The banned books section at Midtown Reader, which includes The Invisible Man, To Kill a Mockingbird and many others
Margie Menzel
/
WFSU Public Media
The banned books section at Midtown Reader

A fight against book bans in public schools has taken several blows recently. The Trump Administration dismissed 11 complaints against school districts for removing books from their libraries, calling the concept of book banning a hoax. And a Florida judge dismissed a lawsuit that would have allowed parents to challenge a district’s decision to remove a book.

Florida Gov. Ron DeSantis is celebrating the Trump Administration's move to dismiss the complaints, which had been filed under the Biden Administration. He’s used the term “hoax” to describe such complaints for years. Here he is back in 2023, standing behind a sign that says EXPOSING THE BOOK BAN HOAX:

“We’ve already exposed this idea of a book ban in Florida, that somehow they don’t want books in the library -- that’s a hoax," he said. "And that’s really a nasty hoax, because it’s a hoax in service of trying to pollute and sexualize our children.”
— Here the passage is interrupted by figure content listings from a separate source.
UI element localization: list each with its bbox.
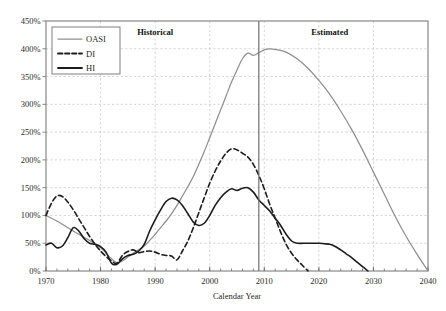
legend-label-oasi: OASI — [86, 34, 106, 44]
y-axis-tick-label: 0% — [29, 266, 40, 276]
series-line-hi — [46, 187, 368, 271]
y-axis-tick-label: 350% — [21, 72, 41, 82]
y-axis-tick-label: 250% — [21, 127, 41, 137]
x-axis-tick-label: 1990 — [147, 276, 164, 286]
phase-label: Historical — [137, 27, 174, 37]
x-axis-tick-label: 2030 — [365, 276, 382, 286]
trust-fund-ratio-chart: 0%50%100%150%200%250%300%350%400%450%197… — [0, 0, 446, 311]
x-axis-title: Calendar Year — [213, 291, 261, 301]
x-axis-tick-label: 2010 — [256, 276, 273, 286]
x-axis-tick-label: 2000 — [201, 276, 218, 286]
y-axis-tick-label: 50% — [25, 238, 41, 248]
chart-page: 0%50%100%150%200%250%300%350%400%450%197… — [0, 0, 446, 311]
legend-label-hi: HI — [86, 63, 95, 73]
legend-label-di: DI — [86, 49, 95, 59]
y-axis-tick-label: 400% — [21, 44, 41, 54]
x-axis-tick-label: 2040 — [420, 276, 437, 286]
x-axis-tick-label: 1970 — [38, 276, 55, 286]
x-axis-tick-label: 2020 — [310, 276, 327, 286]
y-axis-tick-label: 150% — [21, 183, 41, 193]
x-axis-tick-label: 1980 — [92, 276, 109, 286]
y-axis-tick-label: 100% — [21, 210, 41, 220]
y-axis-tick-label: 200% — [21, 155, 41, 165]
y-axis-tick-label: 300% — [21, 99, 41, 109]
phase-label: Estimated — [311, 27, 348, 37]
y-axis-tick-label: 450% — [21, 16, 41, 26]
In 2025, DeSantis’s terminology has gone national. In a press release from the U.S. Department of Education, officials argue books aren’t being banned. Instead school districts are following policies to remove age-inappropriate materials.

But PEN America, a free speech organization that works in the literary world, cites more than 10,000 instances of book bans in the 2023-2024 school year. Many of those, more than 4,000, were books challenged or banned in the state of Florida.
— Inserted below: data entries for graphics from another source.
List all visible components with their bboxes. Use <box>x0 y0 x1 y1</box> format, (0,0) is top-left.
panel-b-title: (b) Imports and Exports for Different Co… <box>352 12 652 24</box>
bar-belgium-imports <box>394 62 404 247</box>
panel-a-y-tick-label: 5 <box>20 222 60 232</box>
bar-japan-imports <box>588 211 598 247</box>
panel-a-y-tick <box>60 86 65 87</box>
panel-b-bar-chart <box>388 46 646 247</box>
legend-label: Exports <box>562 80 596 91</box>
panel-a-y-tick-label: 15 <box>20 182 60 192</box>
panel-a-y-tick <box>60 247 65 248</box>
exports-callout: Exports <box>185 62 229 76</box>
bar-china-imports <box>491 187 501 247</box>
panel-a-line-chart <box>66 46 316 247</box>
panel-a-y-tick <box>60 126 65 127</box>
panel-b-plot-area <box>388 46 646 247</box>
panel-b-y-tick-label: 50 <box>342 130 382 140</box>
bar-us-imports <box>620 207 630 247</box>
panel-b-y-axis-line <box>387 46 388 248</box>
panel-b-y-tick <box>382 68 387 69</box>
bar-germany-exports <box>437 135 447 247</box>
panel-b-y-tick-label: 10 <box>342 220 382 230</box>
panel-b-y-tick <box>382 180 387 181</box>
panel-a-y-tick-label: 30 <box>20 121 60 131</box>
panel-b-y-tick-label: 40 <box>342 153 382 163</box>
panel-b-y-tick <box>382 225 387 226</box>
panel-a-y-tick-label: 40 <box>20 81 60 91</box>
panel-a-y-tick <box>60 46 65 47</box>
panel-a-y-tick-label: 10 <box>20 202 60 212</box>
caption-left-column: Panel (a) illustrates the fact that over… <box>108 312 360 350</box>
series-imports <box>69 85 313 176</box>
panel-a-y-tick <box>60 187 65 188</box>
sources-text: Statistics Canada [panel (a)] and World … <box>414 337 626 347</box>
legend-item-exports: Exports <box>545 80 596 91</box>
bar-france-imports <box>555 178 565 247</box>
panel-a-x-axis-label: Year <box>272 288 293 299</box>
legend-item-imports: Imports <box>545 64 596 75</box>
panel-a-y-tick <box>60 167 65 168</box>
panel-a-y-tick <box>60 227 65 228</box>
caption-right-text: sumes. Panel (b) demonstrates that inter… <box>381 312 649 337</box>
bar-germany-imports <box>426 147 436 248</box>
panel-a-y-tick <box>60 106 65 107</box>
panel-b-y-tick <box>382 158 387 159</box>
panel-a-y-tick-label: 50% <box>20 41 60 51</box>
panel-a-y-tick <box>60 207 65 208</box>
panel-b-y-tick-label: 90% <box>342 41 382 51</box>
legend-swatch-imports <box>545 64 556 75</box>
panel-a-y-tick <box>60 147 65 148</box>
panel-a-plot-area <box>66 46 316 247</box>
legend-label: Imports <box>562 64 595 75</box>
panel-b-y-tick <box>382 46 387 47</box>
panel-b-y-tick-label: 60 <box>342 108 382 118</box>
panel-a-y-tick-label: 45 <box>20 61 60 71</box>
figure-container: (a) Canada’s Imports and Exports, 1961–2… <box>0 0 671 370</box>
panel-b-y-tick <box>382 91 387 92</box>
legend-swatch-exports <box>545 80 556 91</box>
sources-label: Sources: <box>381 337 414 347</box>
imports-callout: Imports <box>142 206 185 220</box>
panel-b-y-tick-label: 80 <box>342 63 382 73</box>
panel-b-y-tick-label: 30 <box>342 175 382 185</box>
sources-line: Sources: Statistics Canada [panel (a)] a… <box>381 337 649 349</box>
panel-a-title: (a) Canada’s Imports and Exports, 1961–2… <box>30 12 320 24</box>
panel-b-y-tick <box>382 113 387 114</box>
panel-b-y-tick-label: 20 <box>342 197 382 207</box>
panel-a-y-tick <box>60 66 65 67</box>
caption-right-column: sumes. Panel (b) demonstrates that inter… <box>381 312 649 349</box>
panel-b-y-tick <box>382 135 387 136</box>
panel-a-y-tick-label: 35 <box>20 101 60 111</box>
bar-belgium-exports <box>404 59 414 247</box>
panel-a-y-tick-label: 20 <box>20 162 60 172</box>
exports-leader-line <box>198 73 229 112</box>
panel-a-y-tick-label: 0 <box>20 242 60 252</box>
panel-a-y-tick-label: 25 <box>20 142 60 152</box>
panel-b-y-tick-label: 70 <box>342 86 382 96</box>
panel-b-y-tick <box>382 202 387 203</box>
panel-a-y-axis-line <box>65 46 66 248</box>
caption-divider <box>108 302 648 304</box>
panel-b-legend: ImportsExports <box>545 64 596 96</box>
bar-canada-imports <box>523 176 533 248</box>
“We saw language from Florida under Gov. DeSantis about book bans being a hoax since book bans started in 2021,” said Kasey Meehan, the director of PEN America’s Freedom to Read program. “We watched press conferences where Gov. DeSantis put images up that took images out of the full context of a book. And he used those images to generate panic around what was available to students in public schools across the state of Florida. We’ve now seen that language jump to the federal level.”
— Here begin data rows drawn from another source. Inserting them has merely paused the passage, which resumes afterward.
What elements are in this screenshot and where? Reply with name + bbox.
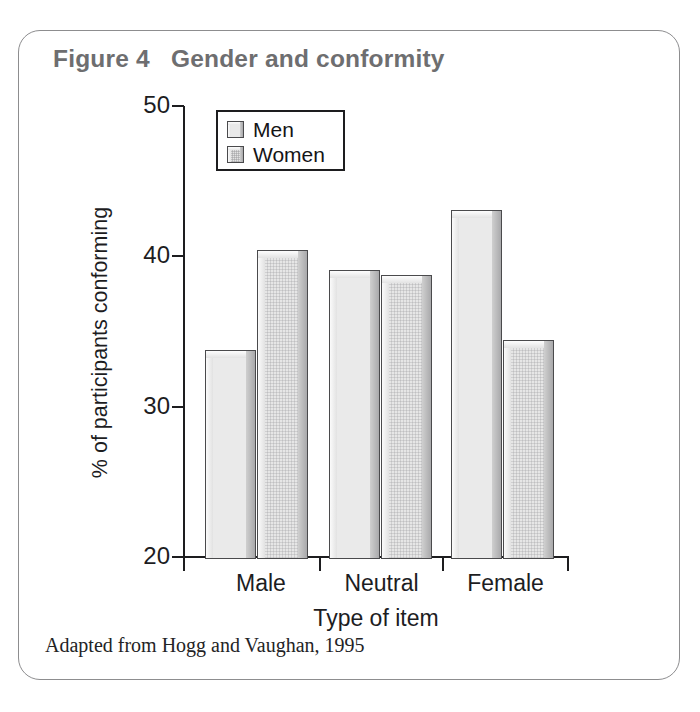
x-axis-title: Type of item (183, 605, 569, 632)
chart-plot-area: 50 40 30 20 % of participants conforming (0, 0, 700, 712)
y-axis-title: % of participants conforming (88, 183, 113, 503)
y-tick-label-20: 20 (118, 544, 170, 568)
bar-bevel-right (298, 251, 307, 558)
y-axis-line (183, 106, 185, 559)
y-tick-50 (172, 105, 184, 107)
legend-item-men: Men (227, 117, 343, 142)
x-tick-neutral-female (442, 557, 444, 571)
bar-bevel-right (492, 211, 501, 558)
x-tick-male-neutral (319, 557, 321, 571)
y-tick-label-30: 30 (118, 394, 170, 418)
x-tick-label-female: Female (443, 570, 568, 598)
legend-label-women: Women (253, 144, 325, 165)
y-tick-30 (172, 406, 184, 408)
bar-bevel-left (382, 276, 389, 558)
x-tick-label-male: Male (201, 570, 321, 598)
x-tick-end (567, 557, 569, 571)
bar-female-women (503, 340, 554, 559)
bar-female-men (451, 210, 502, 559)
bar-bevel-left (206, 351, 213, 558)
legend-label-men: Men (253, 119, 294, 140)
bar-male-men (205, 350, 256, 559)
bar-bevel-left (452, 211, 459, 558)
y-tick-40 (172, 255, 184, 257)
legend-swatch-women-icon (227, 146, 244, 163)
source-note: Adapted from Hogg and Vaughan, 1995 (45, 634, 365, 657)
bar-bevel-right (544, 341, 553, 558)
x-tick-label-neutral: Neutral (320, 570, 443, 598)
y-tick-label-40: 40 (118, 243, 170, 267)
y-tick-label-50: 50 (118, 93, 170, 117)
bar-neutral-women (381, 275, 432, 559)
bar-bevel-left (330, 271, 337, 558)
bar-male-women (257, 250, 308, 559)
bar-bevel-left (258, 251, 265, 558)
bar-bevel-right (422, 276, 431, 558)
bar-bevel-right (246, 351, 255, 558)
legend-swatch-men-icon (227, 121, 244, 138)
x-tick-start (183, 557, 185, 571)
legend-item-women: Women (227, 142, 343, 167)
bar-bevel-left (504, 341, 511, 558)
chart-legend: Men Women (216, 110, 345, 171)
bar-bevel-right (370, 271, 379, 558)
bar-neutral-men (329, 270, 380, 559)
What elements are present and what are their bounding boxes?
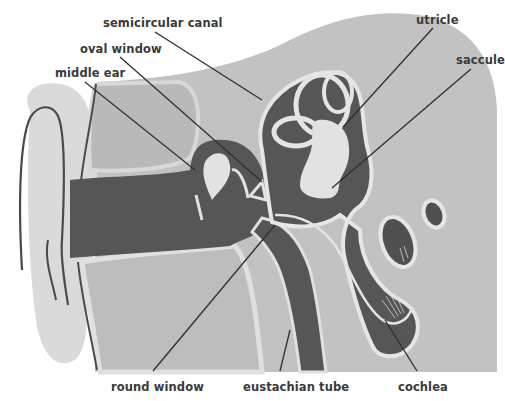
label-utricle: utricle [416,13,459,27]
lower-tissue-block [82,246,262,372]
label-round-window: round window [111,380,204,394]
label-semicircular-canal: semicircular canal [103,16,223,30]
label-saccule: saccule [456,53,505,67]
label-cochlea: cochlea [398,380,448,394]
label-eustachian-tube: eustachian tube [243,380,349,394]
label-oval-window: oval window [80,42,162,56]
upper-tissue-block [89,82,198,171]
label-middle-ear: middle ear [55,66,125,80]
Florida has a process that allows challenges to books used by a school district. It’s complicated and time-consuming.

Florida educators say the effect of this approach is chilling. Betty Castor is the state’s former education secretary and retired president of the University of South Florida. She says the problem with using parental choice as a yardstick is all the parents who don’t get to choose.

“There’s a real irony here," Castor said, "because if I’m a parent and I want my child reading a variety of books, they now do not have access to the books because another parent complained.”

Sally Bradshaw agrees. The owner of Tallahassee’s Midtown Reader describes her son as having been a strong reader. She wanted to make sure he wasn’t reading books that were too mature for him, so she read the same books he did and kept tabs with the school librarian.

“I might have decided a book was too mature for my child at that time, but I would never impose that on another parent," said Bradshaw. "I really think it’s a parent’s decision -- working with the librarian, working with the teacher to find out what is age-appropriate for their child. But that’s not their decision for other families, for other children.”

Bradshaw, the former chief of staff to then-Gov. Jeb Bush, disagrees strongly with the argument that banned and challenged books are still available to students in bookstores. She says students may not have the money or transportation. But in an attempt to help, she keeps a section for those books at Midtown Reader and offers a 20 percent discount.

“We really believe story-telling teaches empathy and brings people closer together," she said. "So, the concept of book burning was such a foreign concept when I started this process. It was something that happened, you know, in the 1940s in Nazi Germany. It was not something that we expected to be happening in Florida in 2023 and ‘24 and ‘25. It has been eye-opening to us.”

It’s a fight people like Bradshaw and Castor say they expect to continue into the future.

Follow @MargieMenzel

Margie Menzel covers local and state government for WFSU News. She has also worked at the News Service of Florida and Gannett News Service. She earned her B.A. in history at Vanderbilt University and her M.S. in journalism at Florida A&M University.